August, 2015:
Gordon’s Gin – Regency Liquors – The Half Note Club – Chattanooga, TN
This awning was full of mold an inch deep and the smell coming out of the building of both the Half Note Club and Regency Liquors indicated they were closed for a number of years.
For decades, Ninth Street was the hub of the black community, home to black-owned retail shops, nightclubs and businesses. Bessie Smith sang there as a child and teenager, and it attracted many of biggest black entertainers such as Ella Fitzgerald, Lena Horne and Nat “King” Cole, who would stay in the Martin Hotel. Clubs like the Whole Note and The Half Note were full of blues and jazz.
East Ninth Street was renamed M.L King Boulevard in 1981. – Chattanooga Now, March 2014
According to a thread in Old Bars, Chattanooga;
The Whole Note started out as a top of the line club for R&B entertainment and the Half Note was private for the who’s who’s in African American businessmen and politicians. Charles Bryant was the owner.
Wink – The Sassy One – Canada Dry – Sun Hotel – South Scranton, PA
Six weeks since the Sun went down, Scranton police Officer Jill Foley drove her cruiser through a silent South Side on patrol Wednesday night looking for some sign, any sign of crime. – Denis J. O’Malley – Times Tribune, July 3, 2011
Today, I was also looking for a sign on Cedar Avenue. I found several. Not the kind of signs for which Officer Jill Foley was looking. Apparently, this once bustling late-19th-century neighborhood is now safer and quieter since this hotel has closed. Reviews on Google for this hotel are hilarious.
The guy in the front with the Harley-Davidson claims to have done the lettering on this sign “too many years ago to remember when.” Within one block, there were many signs of a previous life on Cedar Avenue that was not so nefarious and sleazy. The South Side, as it is called in Scranton, can use a comeback. But then again, so can the North Side and the Middle Side. Scranton has some great architectural and advertising remnant treasures which indicate it once had quite a hey-day. Like most of America’s cities, Scranton is waiting for a second wind.
“Get a POP POP tingle with Wink.” – Ann-Margret in a vintage 1960s Canada Dry Wink commercial.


Activity: Repeat each entry verbatim.

Entries shown:
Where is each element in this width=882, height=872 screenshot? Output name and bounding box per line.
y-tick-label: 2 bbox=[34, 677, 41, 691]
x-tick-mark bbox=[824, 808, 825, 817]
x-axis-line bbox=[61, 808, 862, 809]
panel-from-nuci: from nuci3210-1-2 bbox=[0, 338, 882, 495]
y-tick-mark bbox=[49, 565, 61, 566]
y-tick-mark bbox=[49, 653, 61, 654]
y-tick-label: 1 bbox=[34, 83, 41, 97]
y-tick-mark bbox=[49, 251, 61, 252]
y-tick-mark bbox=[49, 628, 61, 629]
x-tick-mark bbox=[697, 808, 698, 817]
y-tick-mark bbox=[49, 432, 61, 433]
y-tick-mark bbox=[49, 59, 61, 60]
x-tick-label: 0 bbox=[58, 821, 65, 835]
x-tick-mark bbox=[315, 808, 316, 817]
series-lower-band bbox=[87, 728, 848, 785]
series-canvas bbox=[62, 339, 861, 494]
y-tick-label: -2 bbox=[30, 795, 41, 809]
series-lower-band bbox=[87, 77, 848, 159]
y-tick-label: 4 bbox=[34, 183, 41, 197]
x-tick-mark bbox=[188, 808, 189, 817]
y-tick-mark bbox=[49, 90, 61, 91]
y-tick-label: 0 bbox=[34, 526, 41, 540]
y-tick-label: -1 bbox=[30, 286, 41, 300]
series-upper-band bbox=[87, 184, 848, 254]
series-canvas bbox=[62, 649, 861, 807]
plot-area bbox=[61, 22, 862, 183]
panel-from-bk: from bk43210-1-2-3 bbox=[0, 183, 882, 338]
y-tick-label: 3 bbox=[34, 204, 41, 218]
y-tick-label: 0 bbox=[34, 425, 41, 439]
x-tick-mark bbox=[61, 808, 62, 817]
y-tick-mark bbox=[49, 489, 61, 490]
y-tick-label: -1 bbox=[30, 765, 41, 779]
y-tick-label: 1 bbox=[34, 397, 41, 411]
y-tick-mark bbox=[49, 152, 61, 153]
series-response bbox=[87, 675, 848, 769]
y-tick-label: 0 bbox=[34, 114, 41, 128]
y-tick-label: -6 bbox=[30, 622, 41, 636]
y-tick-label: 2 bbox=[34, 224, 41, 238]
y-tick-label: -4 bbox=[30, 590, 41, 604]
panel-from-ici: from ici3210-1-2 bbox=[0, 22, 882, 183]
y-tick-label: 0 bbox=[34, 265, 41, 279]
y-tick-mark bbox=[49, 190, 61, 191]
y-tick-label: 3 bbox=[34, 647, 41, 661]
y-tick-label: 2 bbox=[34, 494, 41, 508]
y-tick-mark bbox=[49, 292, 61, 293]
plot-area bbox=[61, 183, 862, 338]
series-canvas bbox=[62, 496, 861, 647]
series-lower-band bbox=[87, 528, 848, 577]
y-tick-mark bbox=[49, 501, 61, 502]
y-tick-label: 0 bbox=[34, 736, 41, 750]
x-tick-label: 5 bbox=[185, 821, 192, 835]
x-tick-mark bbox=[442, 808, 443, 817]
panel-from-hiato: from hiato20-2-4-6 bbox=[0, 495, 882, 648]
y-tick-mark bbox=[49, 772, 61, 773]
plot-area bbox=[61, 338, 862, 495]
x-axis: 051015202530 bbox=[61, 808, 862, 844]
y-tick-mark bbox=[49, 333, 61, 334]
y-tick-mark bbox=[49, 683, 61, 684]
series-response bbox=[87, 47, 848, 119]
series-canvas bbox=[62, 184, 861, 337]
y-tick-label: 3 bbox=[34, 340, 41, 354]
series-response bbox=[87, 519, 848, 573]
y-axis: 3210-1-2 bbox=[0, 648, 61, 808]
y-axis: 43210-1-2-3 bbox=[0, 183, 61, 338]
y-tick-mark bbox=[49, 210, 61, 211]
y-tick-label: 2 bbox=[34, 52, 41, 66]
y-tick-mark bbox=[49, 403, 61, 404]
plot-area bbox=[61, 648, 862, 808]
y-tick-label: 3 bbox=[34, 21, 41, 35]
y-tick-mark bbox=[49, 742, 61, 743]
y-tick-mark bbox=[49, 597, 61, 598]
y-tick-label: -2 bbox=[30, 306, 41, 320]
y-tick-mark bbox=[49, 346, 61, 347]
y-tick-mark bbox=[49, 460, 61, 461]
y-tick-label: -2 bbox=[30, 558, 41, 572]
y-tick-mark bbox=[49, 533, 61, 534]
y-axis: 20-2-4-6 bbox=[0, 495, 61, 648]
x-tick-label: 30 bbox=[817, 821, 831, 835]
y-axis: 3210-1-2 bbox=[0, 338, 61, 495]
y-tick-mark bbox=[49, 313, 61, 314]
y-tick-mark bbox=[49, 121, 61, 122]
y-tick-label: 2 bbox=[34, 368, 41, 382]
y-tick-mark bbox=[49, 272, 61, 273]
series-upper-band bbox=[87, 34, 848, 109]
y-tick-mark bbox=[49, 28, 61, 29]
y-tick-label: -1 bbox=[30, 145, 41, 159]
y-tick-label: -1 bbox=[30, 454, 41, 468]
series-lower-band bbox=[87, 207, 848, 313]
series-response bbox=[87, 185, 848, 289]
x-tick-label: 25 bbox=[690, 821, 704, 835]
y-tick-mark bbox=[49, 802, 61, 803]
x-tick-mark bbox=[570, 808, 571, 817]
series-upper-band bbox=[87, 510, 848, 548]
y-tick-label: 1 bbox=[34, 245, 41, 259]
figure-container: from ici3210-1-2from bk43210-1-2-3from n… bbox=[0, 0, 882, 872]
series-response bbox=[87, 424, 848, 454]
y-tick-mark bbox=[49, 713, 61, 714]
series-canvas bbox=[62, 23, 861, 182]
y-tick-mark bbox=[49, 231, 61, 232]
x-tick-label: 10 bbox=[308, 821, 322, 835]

Written answer:
Where is each element in this width=882, height=872 screenshot? Output name and bounding box per line.
y-tick-label: 2 bbox=[34, 677, 41, 691]
x-tick-mark bbox=[824, 808, 825, 817]
x-axis-line bbox=[61, 808, 862, 809]
panel-from-nuci: from nuci3210-1-2 bbox=[0, 338, 882, 495]
y-tick-mark bbox=[49, 565, 61, 566]
y-tick-mark bbox=[49, 653, 61, 654]
y-tick-label: 1 bbox=[34, 83, 41, 97]
y-tick-mark bbox=[49, 251, 61, 252]
y-tick-mark bbox=[49, 628, 61, 629]
x-tick-mark bbox=[697, 808, 698, 817]
y-tick-mark bbox=[49, 432, 61, 433]
y-tick-mark bbox=[49, 59, 61, 60]
x-tick-label: 0 bbox=[58, 821, 65, 835]
x-tick-mark bbox=[315, 808, 316, 817]
series-lower-band bbox=[87, 728, 848, 785]
series-canvas bbox=[62, 339, 861, 494]
y-tick-label: -2 bbox=[30, 795, 41, 809]
series-lower-band bbox=[87, 77, 848, 159]
y-tick-label: 4 bbox=[34, 183, 41, 197]
x-tick-mark bbox=[188, 808, 189, 817]
y-tick-mark bbox=[49, 90, 61, 91]
y-tick-label: 0 bbox=[34, 526, 41, 540]
y-tick-label: -1 bbox=[30, 286, 41, 300]
series-upper-band bbox=[87, 184, 848, 254]
series-canvas bbox=[62, 649, 861, 807]
plot-area bbox=[61, 22, 862, 183]
panel-from-bk: from bk43210-1-2-3 bbox=[0, 183, 882, 338]
y-tick-label: 3 bbox=[34, 204, 41, 218]
y-tick-label: 0 bbox=[34, 425, 41, 439]
x-tick-mark bbox=[61, 808, 62, 817]
y-tick-mark bbox=[49, 489, 61, 490]
y-tick-label: -1 bbox=[30, 765, 41, 779]
y-tick-label: 1 bbox=[34, 397, 41, 411]
y-tick-mark bbox=[49, 152, 61, 153]
series-response bbox=[87, 675, 848, 769]
y-tick-label: 0 bbox=[34, 114, 41, 128]
y-tick-label: -6 bbox=[30, 622, 41, 636]
y-tick-label: 2 bbox=[34, 224, 41, 238]
y-tick-label: -4 bbox=[30, 590, 41, 604]
panel-from-ici: from ici3210-1-2 bbox=[0, 22, 882, 183]
y-tick-label: 0 bbox=[34, 265, 41, 279]
y-tick-mark bbox=[49, 190, 61, 191]
y-tick-label: 3 bbox=[34, 647, 41, 661]
y-tick-label: 2 bbox=[34, 494, 41, 508]
y-tick-mark bbox=[49, 292, 61, 293]
plot-area bbox=[61, 183, 862, 338]
series-canvas bbox=[62, 496, 861, 647]
series-lower-band bbox=[87, 528, 848, 577]
y-tick-mark bbox=[49, 501, 61, 502]
y-tick-label: 0 bbox=[34, 736, 41, 750]
x-tick-label: 5 bbox=[185, 821, 192, 835]
x-tick-mark bbox=[442, 808, 443, 817]
panel-from-hiato: from hiato20-2-4-6 bbox=[0, 495, 882, 648]
y-tick-mark bbox=[49, 772, 61, 773]
plot-area bbox=[61, 338, 862, 495]
x-axis: 051015202530 bbox=[61, 808, 862, 844]
y-tick-mark bbox=[49, 333, 61, 334]
y-tick-mark bbox=[49, 683, 61, 684]
series-response bbox=[87, 47, 848, 119]
series-canvas bbox=[62, 184, 861, 337]
y-tick-label: 3 bbox=[34, 340, 41, 354]
series-response bbox=[87, 519, 848, 573]
y-axis: 3210-1-2 bbox=[0, 648, 61, 808]
y-axis: 43210-1-2-3 bbox=[0, 183, 61, 338]
y-tick-mark bbox=[49, 210, 61, 211]
y-tick-label: 2 bbox=[34, 52, 41, 66]
y-tick-mark bbox=[49, 403, 61, 404]
plot-area bbox=[61, 648, 862, 808]
y-tick-label: 3 bbox=[34, 21, 41, 35]
y-tick-mark bbox=[49, 742, 61, 743]
y-tick-mark bbox=[49, 597, 61, 598]
y-tick-label: -2 bbox=[30, 306, 41, 320]
y-tick-mark bbox=[49, 346, 61, 347]
y-tick-mark bbox=[49, 460, 61, 461]
y-tick-label: -2 bbox=[30, 558, 41, 572]
y-tick-mark bbox=[49, 533, 61, 534]
y-axis: 20-2-4-6 bbox=[0, 495, 61, 648]
x-tick-label: 30 bbox=[817, 821, 831, 835]
y-axis: 3210-1-2 bbox=[0, 338, 61, 495]
y-tick-mark bbox=[49, 313, 61, 314]
y-tick-mark bbox=[49, 121, 61, 122]
y-tick-label: 2 bbox=[34, 368, 41, 382]
y-tick-mark bbox=[49, 272, 61, 273]
series-upper-band bbox=[87, 34, 848, 109]
y-tick-mark bbox=[49, 28, 61, 29]
y-tick-label: -1 bbox=[30, 145, 41, 159]
y-tick-label: -1 bbox=[30, 454, 41, 468]
series-lower-band bbox=[87, 207, 848, 313]
series-response bbox=[87, 185, 848, 289]
x-tick-label: 25 bbox=[690, 821, 704, 835]
y-tick-mark bbox=[49, 802, 61, 803]
x-tick-mark bbox=[570, 808, 571, 817]
series-upper-band bbox=[87, 510, 848, 548]
y-tick-label: 1 bbox=[34, 245, 41, 259]
figure-container: from ici3210-1-2from bk43210-1-2-3from n… bbox=[0, 0, 882, 872]
series-response bbox=[87, 424, 848, 454]
y-tick-mark bbox=[49, 713, 61, 714]
series-canvas bbox=[62, 23, 861, 182]
y-tick-mark bbox=[49, 231, 61, 232]
x-tick-label: 10 bbox=[308, 821, 322, 835]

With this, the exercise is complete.